"And in that thin dress, too!" he remonstrated; "you ought to take better care of yourself, Beatrix."

Beatrix looked up at him half grateful and half laughing. She wished she were not grown up, and she might ask him to chafe her cold hands as he used to do when she was a little girl. She remembered even now the comforting warmth of those strong, brown hands.

"Never mind, one day he will be my brother, and that will be nice," thought Beatrix to herself. "I wish he and Dorrie would settle it quickly between themselves, and then there will be no more cold school-rooms."

Garth did not find another opportunity to exchange a word with Dora that night. The girls played some duets, and their sister turned the pages of their music for them, and left her father to entertain their visitor.

Nevertheless, the sense of her displeasure pervaded the atmosphere somehow, and drove all comfort from him. When he said good night to her, she gave him a very fleeting pressure of the fingers, and scarcely lifted her eyes to his, but her mouth looked a little scornful.

But it was not Garth this time that passed a sleepless night.
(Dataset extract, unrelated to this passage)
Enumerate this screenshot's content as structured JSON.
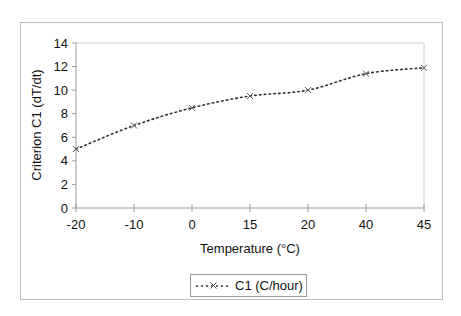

When Dora brushed out her golden hair a pale, set face met her eyes in the glass, with a very decided frown on the brow.

"He thinks to blind me, but I am not to be thrown aside in this sort of way," she said to herself. "He belongs to me, and she shall not have him." And before she slept Dora took her resolution.

CHAPTER XII.
"HE BELONGS TO ME."

"Lor. You loved and he did love?
Mar. To say he did
Were to affirm what oft his eyes avouch'd,
What many an action testified, and yet
What wanted confirmation of his tongue."—J. S. Knowles.